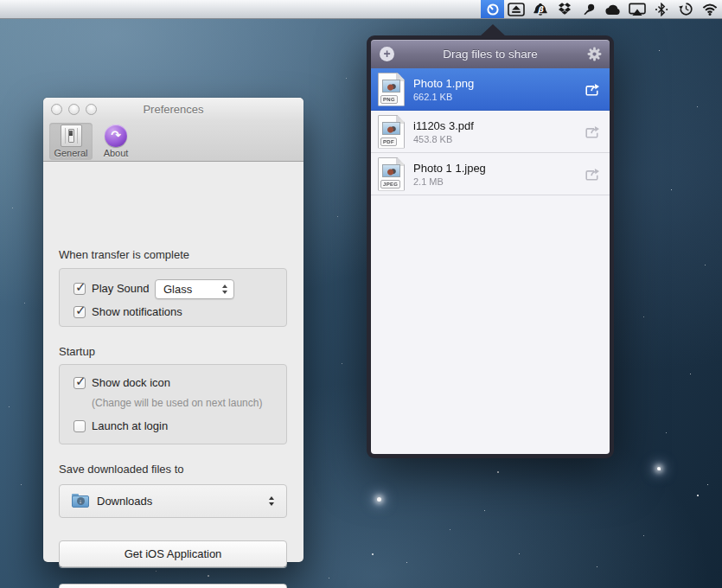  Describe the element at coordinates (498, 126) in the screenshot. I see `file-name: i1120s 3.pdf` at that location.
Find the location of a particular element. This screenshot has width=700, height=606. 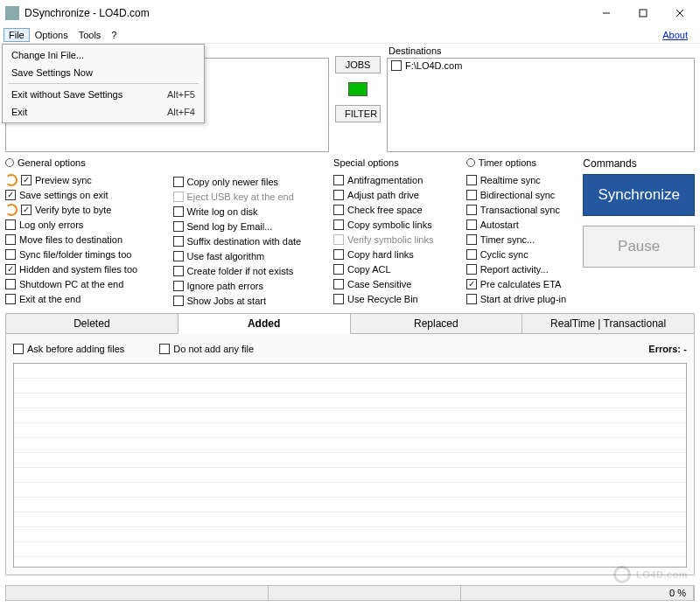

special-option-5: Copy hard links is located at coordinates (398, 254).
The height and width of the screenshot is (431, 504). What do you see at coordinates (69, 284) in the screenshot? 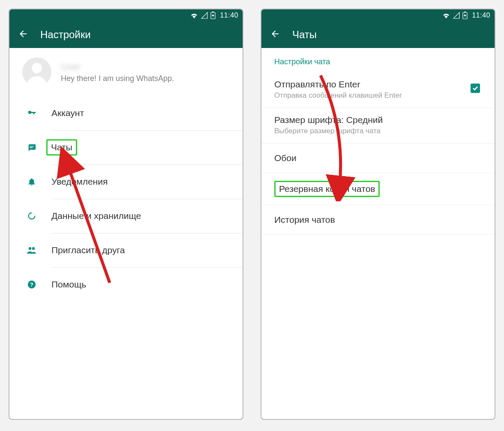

■ ■ ■ ■ ■ ■ ■

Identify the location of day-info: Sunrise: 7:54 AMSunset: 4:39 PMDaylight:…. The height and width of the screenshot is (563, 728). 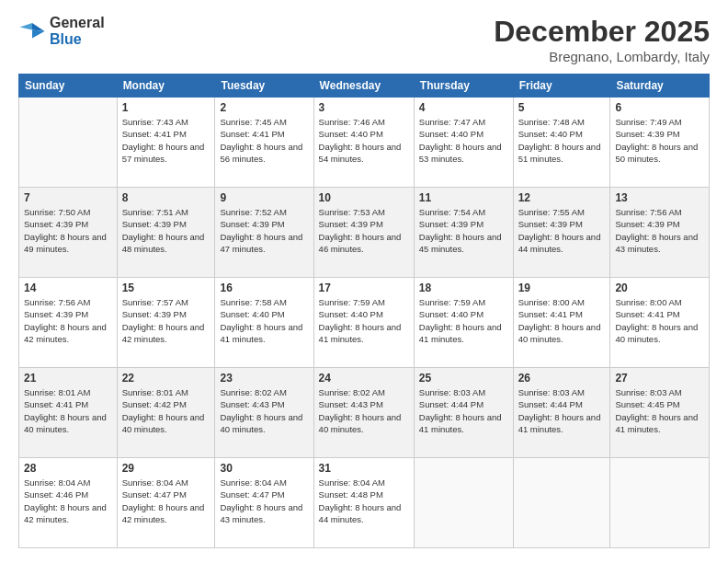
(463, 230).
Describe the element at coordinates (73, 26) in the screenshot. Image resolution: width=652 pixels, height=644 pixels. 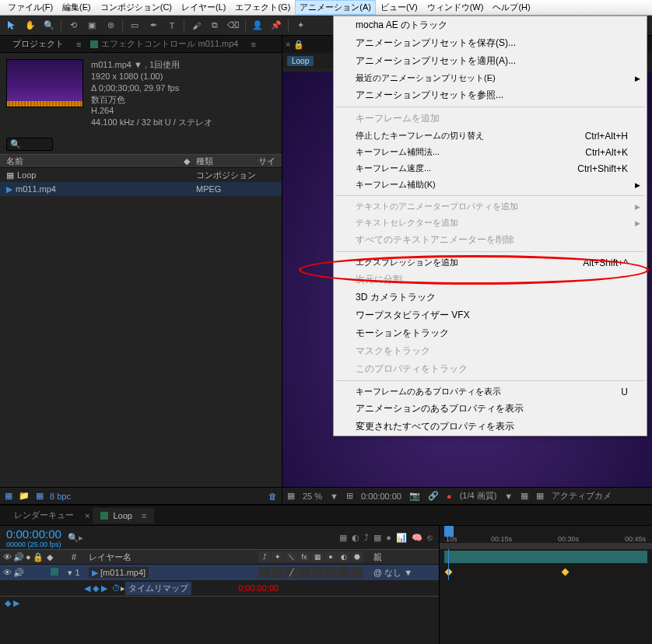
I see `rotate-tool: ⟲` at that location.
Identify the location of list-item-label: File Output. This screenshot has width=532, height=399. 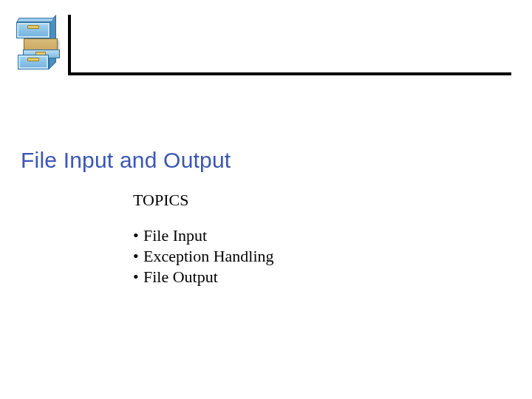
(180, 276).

■ ■ ■ ■ ■ ■ ■

*Problem to work on:* Repeat the lines above exactly, beginning with the one containing "Find the location" and finishing with the one containing "The height and width of the screenshot is (431, 504).". No pictures belong in the copy.

*The answer:*
Find the location of a particular element. This screenshot has width=700, height=606. 

special-option-5: Copy hard links is located at coordinates (398, 254).
The height and width of the screenshot is (431, 504). What do you see at coordinates (69, 284) in the screenshot? 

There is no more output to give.